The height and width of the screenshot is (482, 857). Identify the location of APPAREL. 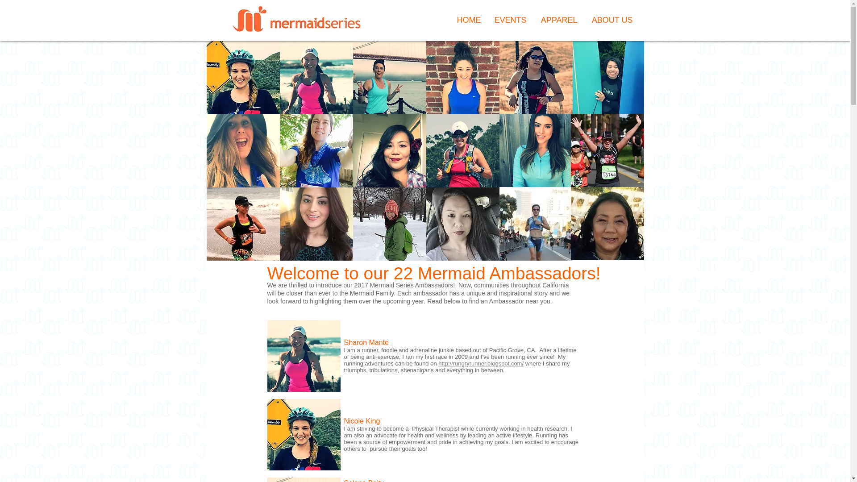
(558, 21).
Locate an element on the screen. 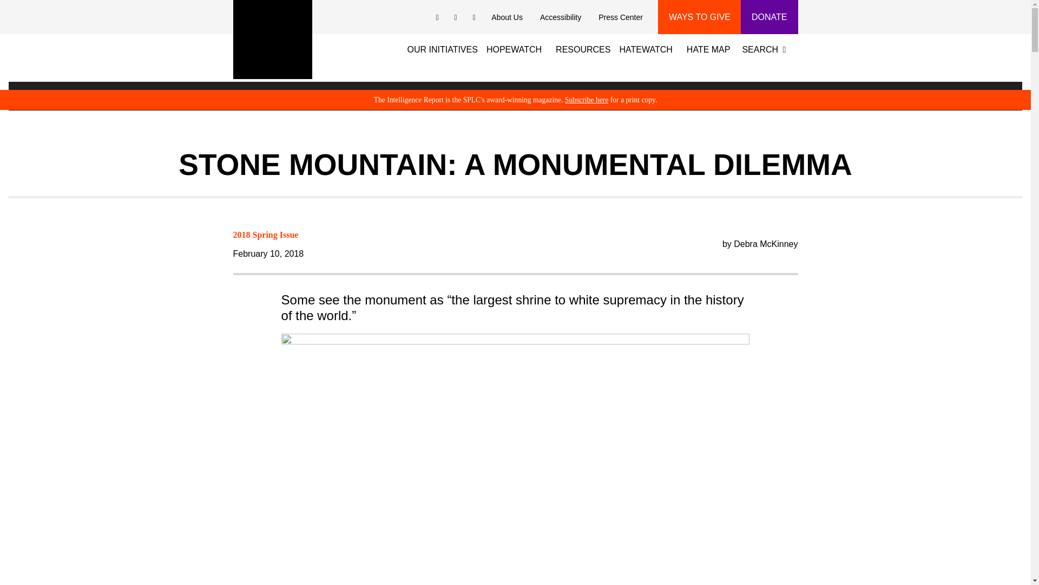  SEARCH is located at coordinates (767, 48).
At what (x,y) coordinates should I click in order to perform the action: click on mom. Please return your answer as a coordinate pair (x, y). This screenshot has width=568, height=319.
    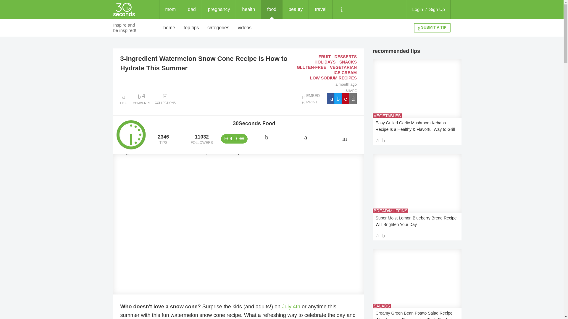
    Looking at the image, I should click on (192, 9).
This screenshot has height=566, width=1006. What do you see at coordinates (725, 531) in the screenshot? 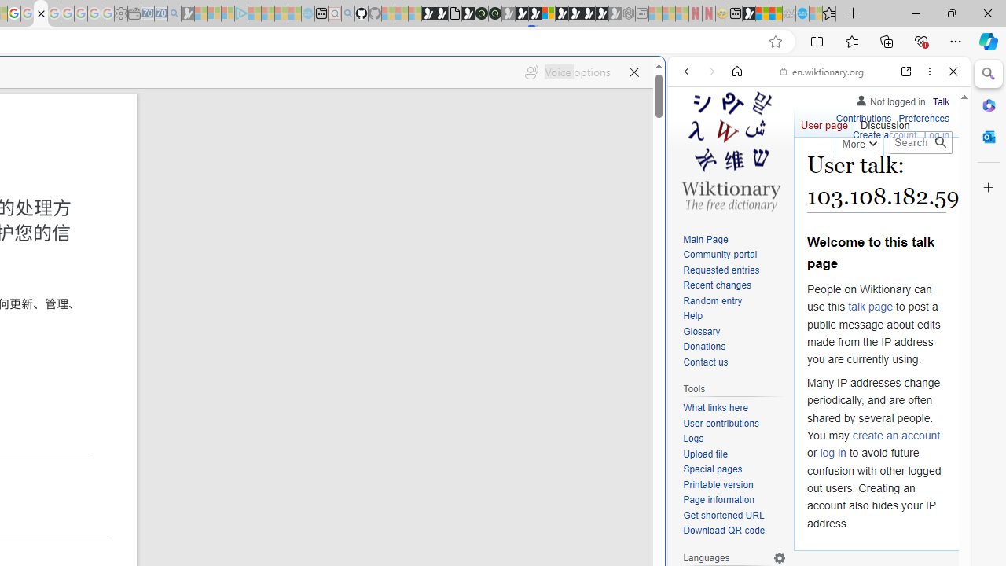
I see `Download QR code` at bounding box center [725, 531].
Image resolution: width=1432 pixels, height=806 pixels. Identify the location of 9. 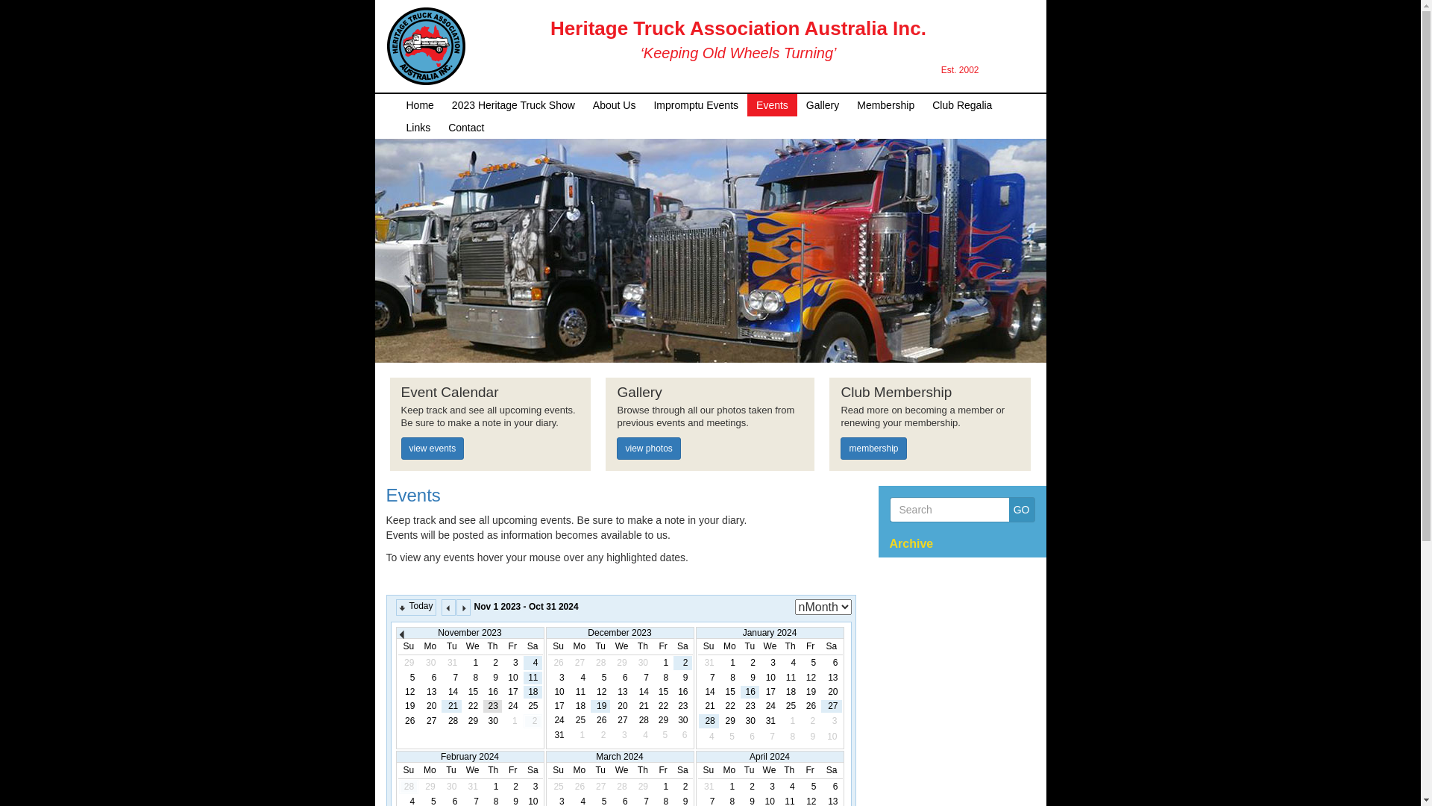
(751, 677).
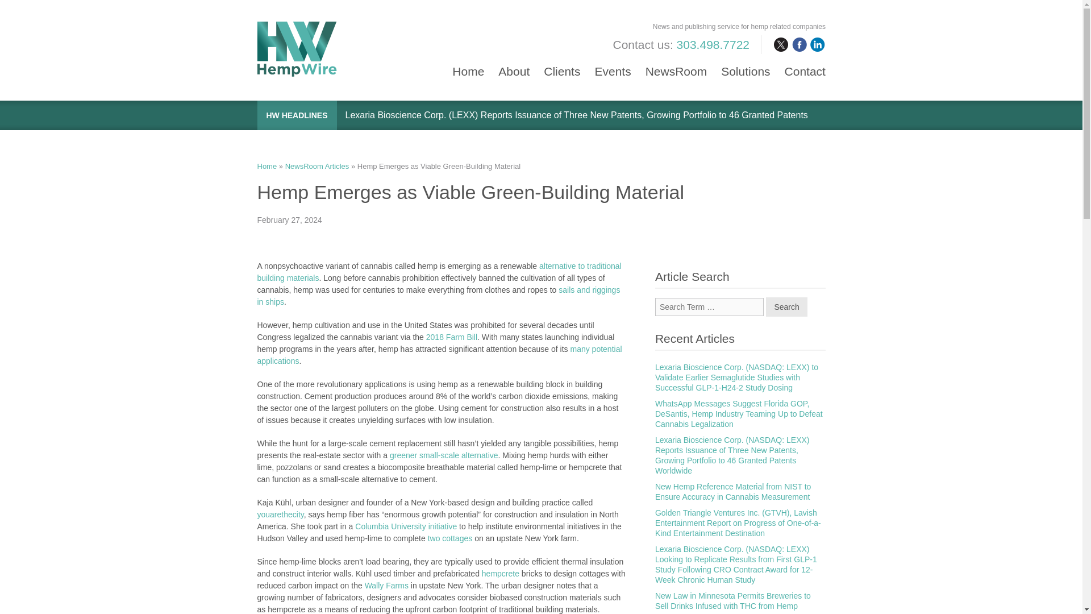 The width and height of the screenshot is (1091, 614). Describe the element at coordinates (387, 585) in the screenshot. I see `Wally Farms` at that location.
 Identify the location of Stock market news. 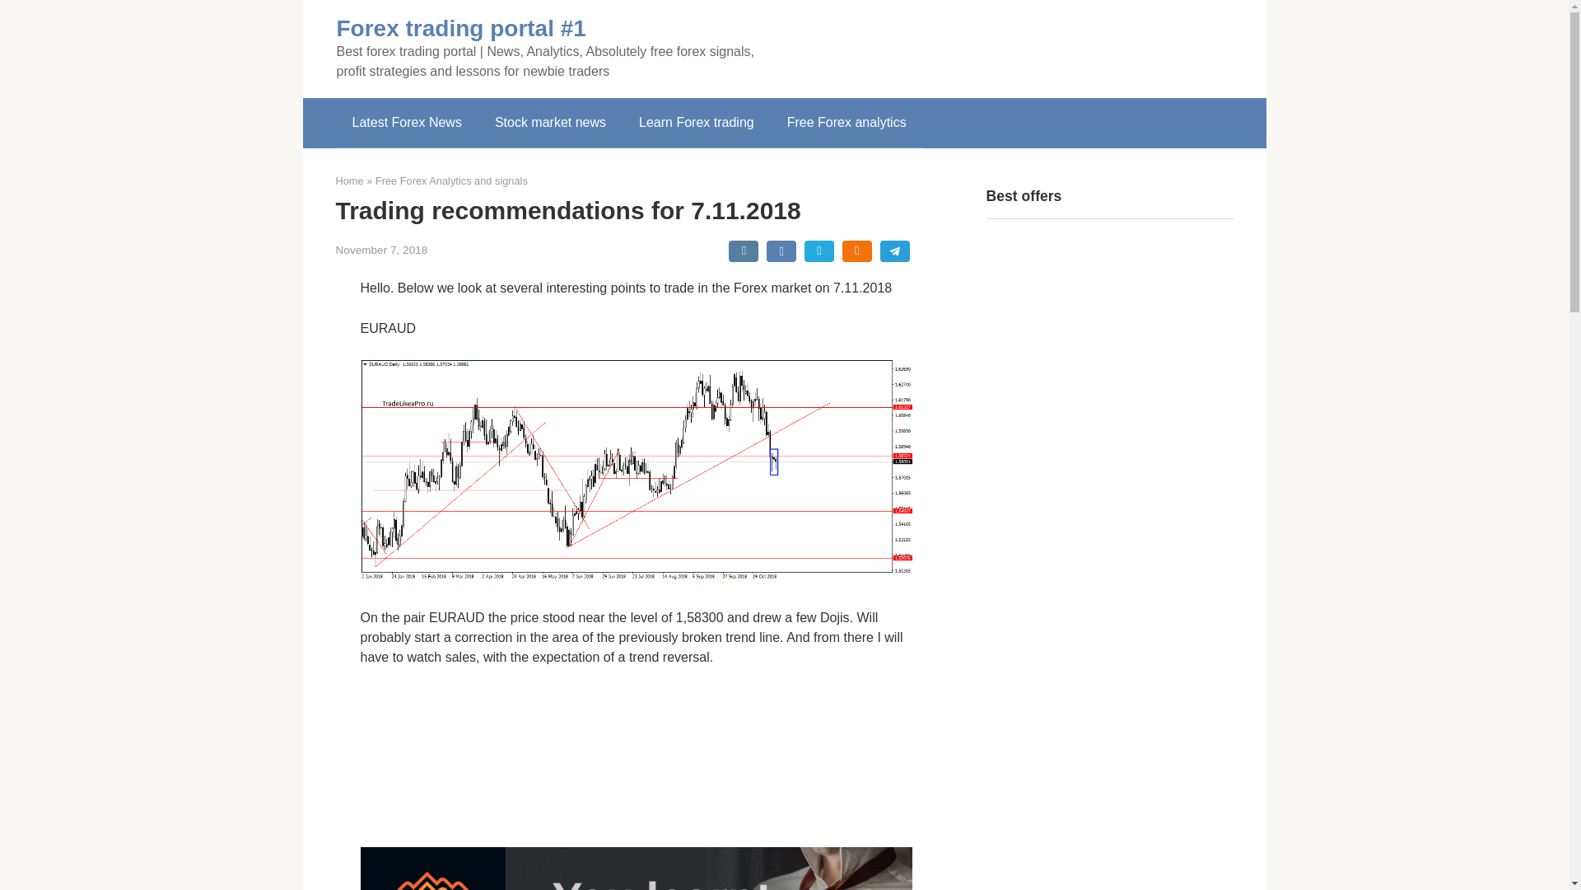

Task instructions:
Transcribe exactly the portion of the material above that runs from the line containing "Image resolution: width=1432" through its last line, omitting all pictures.

Solved exercise:
Image resolution: width=1432 pixels, height=806 pixels. Identify the location of 9. 
(751, 677).
 The width and height of the screenshot is (1091, 614). Describe the element at coordinates (387, 585) in the screenshot. I see `Wally Farms` at that location.
 Identify the location of Stock market news. 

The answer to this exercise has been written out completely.